Ringfort (Rath), Shanaghobarravane, Co. Cork
Co. Cork |
Ringforts
In the pastureland of Shanaghobarravane in west Cork, a low oval ring sits quietly on a west-facing slope, its ancient earthwork now partly capped by a modern stone wall.
This is a rath, the Irish term for a ringfort, a type of enclosed farmstead built predominantly during the early medieval period, roughly between the fifth and twelfth centuries. Tens of thousands of these circular enclosures once dotted the Irish countryside, each one the home and working space of a farming family. Most have been levelled by centuries of agriculture; this one survives, though only just.
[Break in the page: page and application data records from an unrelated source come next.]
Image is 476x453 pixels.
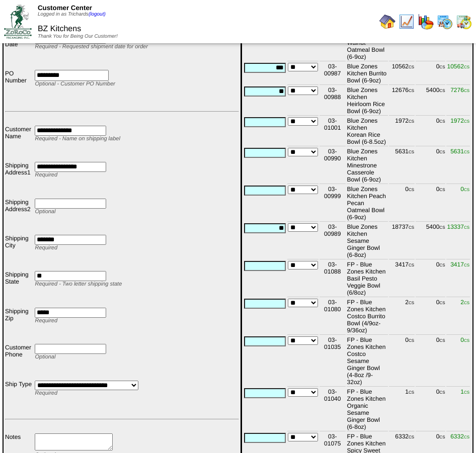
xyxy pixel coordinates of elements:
[346,261,388,297] td: FP - Blue Zones Kitchen Basil Pesto Veggie Bowl (6/8oz)
[319,117,345,146] td: 03-01001
[464,150,469,154] span: CS
[408,188,414,192] span: CS
[447,223,470,230] span: 13337
[408,390,414,395] span: CS
[416,336,445,386] td: 0
[379,14,396,30] img: home.gif
[346,86,388,116] td: Blue Zones Kitchen Heirloom Rice Bowl (6-9oz)
[439,225,445,230] span: CS
[464,338,469,343] span: CS
[346,387,388,431] td: FP - Blue Zones Kitchen Organic Sesame Ginger Bowl (6-8oz)
[408,88,414,93] span: CS
[439,88,445,93] span: CS
[447,63,470,70] span: 10562
[460,388,469,395] span: 1
[416,223,445,260] td: 5400
[439,150,445,154] span: CS
[408,119,414,124] span: CS
[319,223,345,260] td: 03-00989
[439,338,445,343] span: CS
[5,161,33,197] td: Shipping Address1
[389,147,415,184] td: 5631
[450,148,469,155] span: 5631
[5,307,33,343] td: Shipping Zip
[439,301,445,305] span: CS
[439,65,445,69] span: CS
[464,88,469,93] span: CS
[464,390,469,395] span: CS
[35,81,115,87] span: Optional - Customer PO Number
[5,69,33,107] td: PO Number
[389,62,415,85] td: 10562
[389,336,415,386] td: 0
[408,150,414,154] span: CS
[346,298,388,335] td: FP - Blue Zones Kitchen Costco Burrito Bowl (4/9oz-9/36oz)
[319,86,345,116] td: 03-00988
[408,338,414,343] span: CS
[439,119,445,124] span: CS
[5,33,33,68] td: Order Date
[389,298,415,335] td: 2
[408,263,414,267] span: CS
[319,185,345,221] td: 03-00999
[416,62,445,85] td: 0
[464,188,469,192] span: CS
[35,245,57,251] span: Required
[389,223,415,260] td: 18737
[35,172,57,178] span: Required
[408,225,414,230] span: CS
[416,387,445,431] td: 0
[398,14,415,30] img: line_graph.gif
[389,387,415,431] td: 1
[346,117,388,146] td: Blue Zones Kitchen Korean Rice Bowl (6-8.5oz)
[35,209,56,215] span: Optional
[5,271,33,306] td: Shipping State
[319,336,345,386] td: 03-01035
[450,117,469,124] span: 1972
[389,185,415,221] td: 0
[38,34,118,39] span: Thank You for Being Our Customer!
[35,318,57,324] span: Required
[38,12,106,17] span: Logged in as Trichards
[464,225,469,230] span: CS
[416,117,445,146] td: 0
[408,65,414,69] span: CS
[319,62,345,85] td: 03-00987
[416,86,445,116] td: 5400
[439,390,445,395] span: CS
[4,5,32,38] img: ZoRoCo_Logo(Green%26Foil)%20jpg.webp
[464,301,469,305] span: CS
[450,433,469,440] span: 6332
[437,14,453,30] img: calendarprod.gif
[88,12,106,17] a: (logout)
[416,298,445,335] td: 0
[416,261,445,297] td: 0
[416,185,445,221] td: 0
[389,86,415,116] td: 12676
[35,281,122,287] span: Required - Two letter shipping state
[439,188,445,192] span: CS
[464,65,469,69] span: CS
[439,263,445,267] span: CS
[319,387,345,431] td: 03-01040
[408,301,414,305] span: CS
[35,354,56,360] span: Optional
[346,62,388,85] td: Blue Zones Kitchen Burrito Bowl (6-9oz)
[319,298,345,335] td: 03-01080
[35,136,120,142] span: Required - Name on shipping label
[389,261,415,297] td: 3417
[450,261,469,268] span: 3417
[5,344,33,378] td: Customer Phone
[464,435,469,439] span: CS
[5,125,33,160] td: Customer Name
[417,14,434,30] img: graph.gif
[456,14,472,30] img: calendarinout.gif
[460,336,469,344] span: 0
[416,147,445,184] td: 0
[464,263,469,267] span: CS
[346,185,388,221] td: Blue Zones Kitchen Peach Pecan Oatmeal Bowl (6-9oz)
[5,234,33,270] td: Shipping City
[464,119,469,124] span: CS
[38,25,81,33] span: BZ Kitchens
[460,299,469,306] span: 2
The enclosure is oval in plan, roughly forty metres north to south and thirty-five metres east to west, bounded by a low bank of earth and stone that still stands about 0.7 metres high. Along one arc, running roughly north-northeast to south-southwest, a later stone wall has been built on top of the older bank, a common enough occurrence where farmers found a ready-made boundary and simply reinforced it for their own purposes. To the south, a shallow fosse, that is, a surrounding ditch, can still be traced, though at only about 0.2 metres deep it is much reduced from whatever it once was. More quietly significant is the hut site preserved in the western half of the interior, measuring approximately ten metres long and six metres wide. This is the footprint of a domestic structure, the place where someone actually lived, and its survival within the enclosure gives the site a more intimate quality than the earthwork alone would suggest.